Damn, A-Bomb thought. I
was just getting going.
Out of the corner of his
eye, as he turned, he saw a small building with a gun emplacement on its roof
just to the south. The glimpse was so fleeting, he couldn’t tell exactly what
it was, but he knew he hadn’t hit it before.
What the fuck, the pilot
said to himself as he pushed the Hog’s nose back. I still have bullets.
This one’s for the Boss.
***
Doberman, back on top of
the clouds, took stock of his airplane as he looked for his wingman. As far as
he could tell, the plane was running Dash-1, exactly according to spec. He
practically bumped his helmet on the canopy glass craning back to make sure his
wings and fuselage were still there.
The attack had taken a
bit longer than they’d planned, but they’d taken out everything they’d come for
and more. The problem now was getting home— or rather, to the tanker that would
give them enough fuel to make it home.
“Devil One, we’re done,”
he told Mongoose. “Dishes are down, we’ve blown up every trailer we could find,
and I think A-Bomb got a hot-dog wagon on the last run. Time to go home now.
Copy”
He scanned the sky as he
waited for an answer, still looking for the black shadow of A-Bomb’s Warthog.
But his wingman was still somewhere below the ever-thickening clouds.
“Devil One, do you copy?”
he asked Mongoose, wondering where the flight leader was.
“Affirmative. Saddle up.
We’ll meet you at BakerCharles after the refuel.”
“Gotcha,” snapped
Doberman. He put his eyes out of the plane again, craning his neck for a sign
of A-Bomb. “Devil Three, this is Two. We are out of time. A-Bomb, what you
doin’, boy?”
***
The thing was, the
ZSU-23-4 was a very good gun. While its radar could be distracted, even by eye
the cannon threw serious lead at you. The stripped-down version had done in
quite a number of pilots, dating back to Vietnam. You had to five it to the
gun’s Russian manufacturers— once they got something right, it stayed right.
A bit of A-Bomb’s
bravado, though not his courage, began leaking away as the shells whipped past.

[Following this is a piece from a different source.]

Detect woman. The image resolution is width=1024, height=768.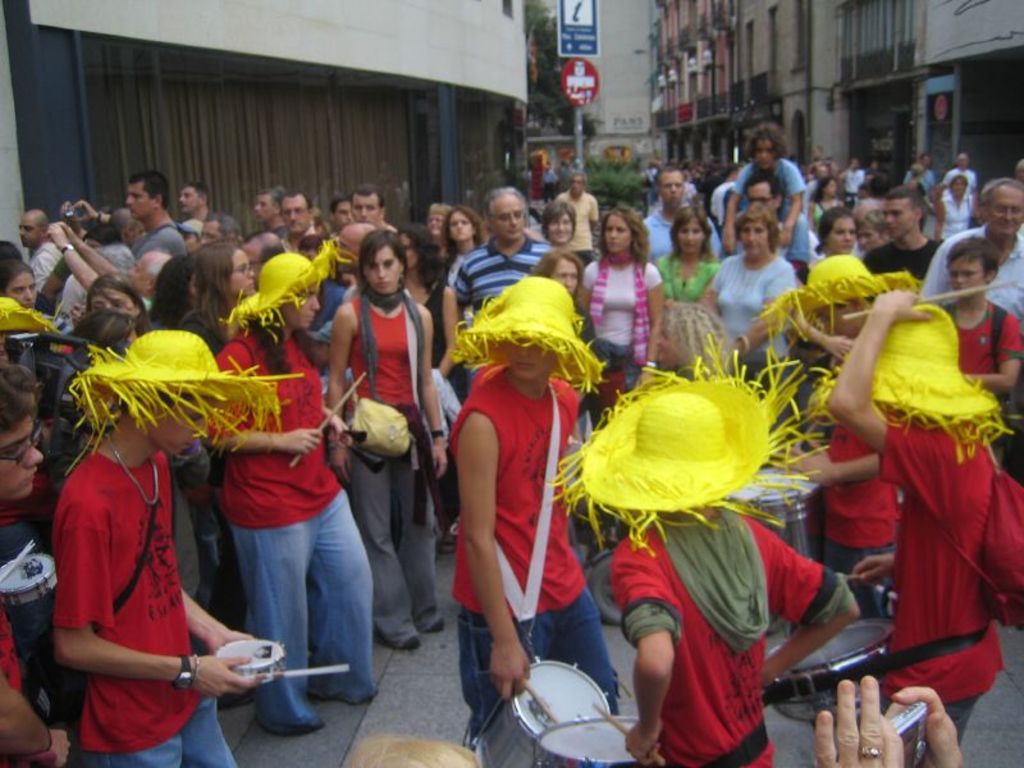
locate(806, 177, 847, 227).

He realized that the Iraqi gunner was shooting high, and that this particular
set of buzzing bees were probably not going to strike him. But he guessed
smaller-caliber weapons nearby would be firing any second now, and given the
general hail of bullets, one of two had no choice but to hit his plane.
Titanium hull or not, the Warthog was not invincible.

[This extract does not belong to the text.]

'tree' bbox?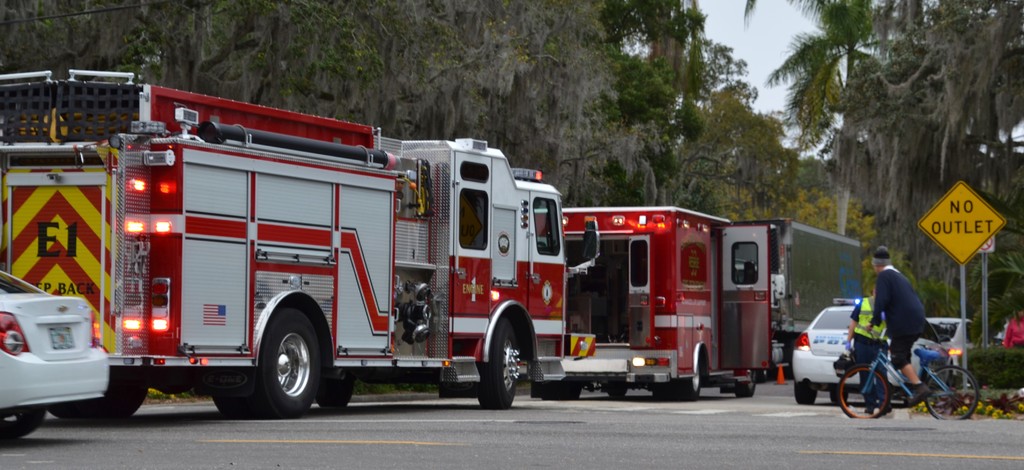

Still you couldn’t, on general
principals, break off an attack this easily. An American taxpayer back home in
Duluth had just written his congressman asking for some bang for the buck. It
was A-Bomb’s job to deliver.
The building jumped into
his gun sight. Square and squat, the cement structure was just the sort of
thing that could be used as a command and control center.
Or an outhouse.
A-Bomb pushed the magic
button. The GAU barrels rattled around, spitting 1.6-pound shells of spent
uranium— augmented by the occasional round of high explosive— from the plane’s
nose. The ground in front of his target opened: a trench seemed to consume the
building and its gun. It was as if the Devil had decided to reach up and pull
it down to Hell where it belonged.
Springsteen properly
avenged, A-Bomb decided discretion was the better part of valor— or however the
saying went— and kicked butt in the opposite direction.
“Lost airman, A-Bomb,”
Doberman was saying on the radio. “Yo— acknowledge me, asshole. Where the fuck
are you?”
“Who you calling lost?”
“What the hell are you
firing at down there?”
“A cement outhouse.”
“Yo, we’re bingo.”
“Damn, and I just bought
this card. How come I never win?”
Winging southeast of the
site, out of range of the antiair weapons, A-Bomb pointed the Hog’s nose upwards.

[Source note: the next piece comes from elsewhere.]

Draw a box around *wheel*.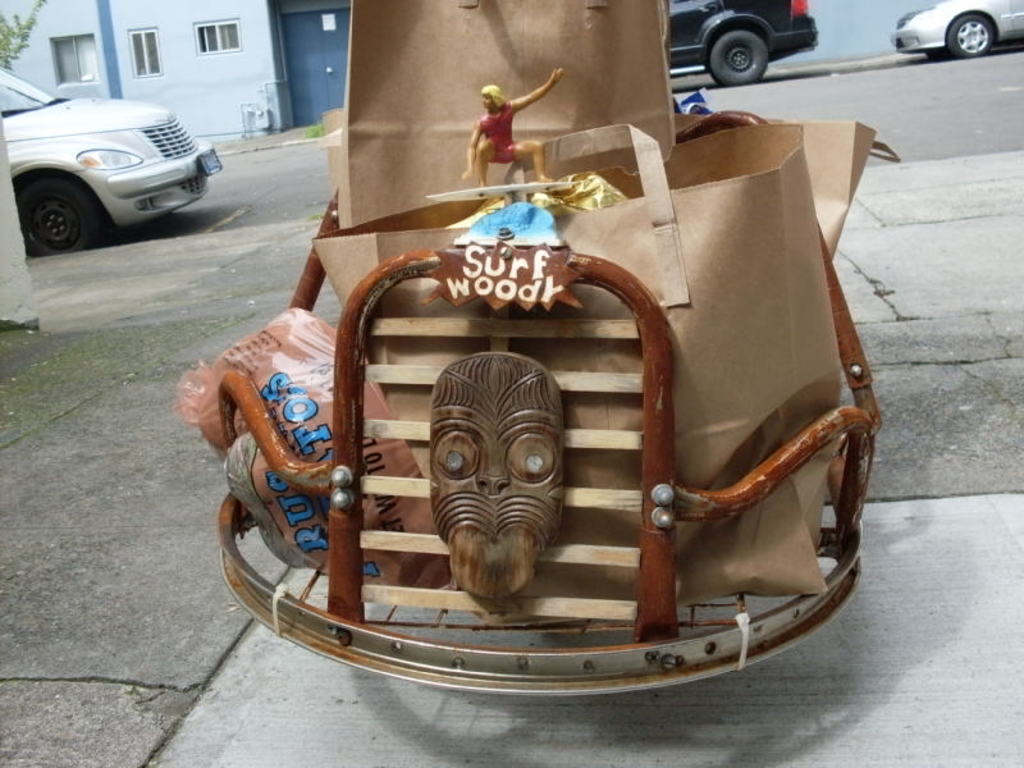
<region>937, 15, 989, 59</region>.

He found Doberman skimming the cloud ceiling, heading back in his direction.
“Are you out of your
mind?” Doberman yapped, twisting his Hog due south for the tanker?
“You have to ask?”
“Didn’t you hear me
calling you? Why the hell didn’t you acknowledge?”
“I just did.”
“We should be halfway to
the refuel by now. Sometimes I think all that candy goes to your brain.”
“Man, you are a boring
date.”
Starting to feel the
fatigue of the mission and the long day before, A-Bomb dug into his vest for a
Three Musketeers Bar. The A-10A accelerated as it hunted for its companion’s
wing and the route back to the tanker.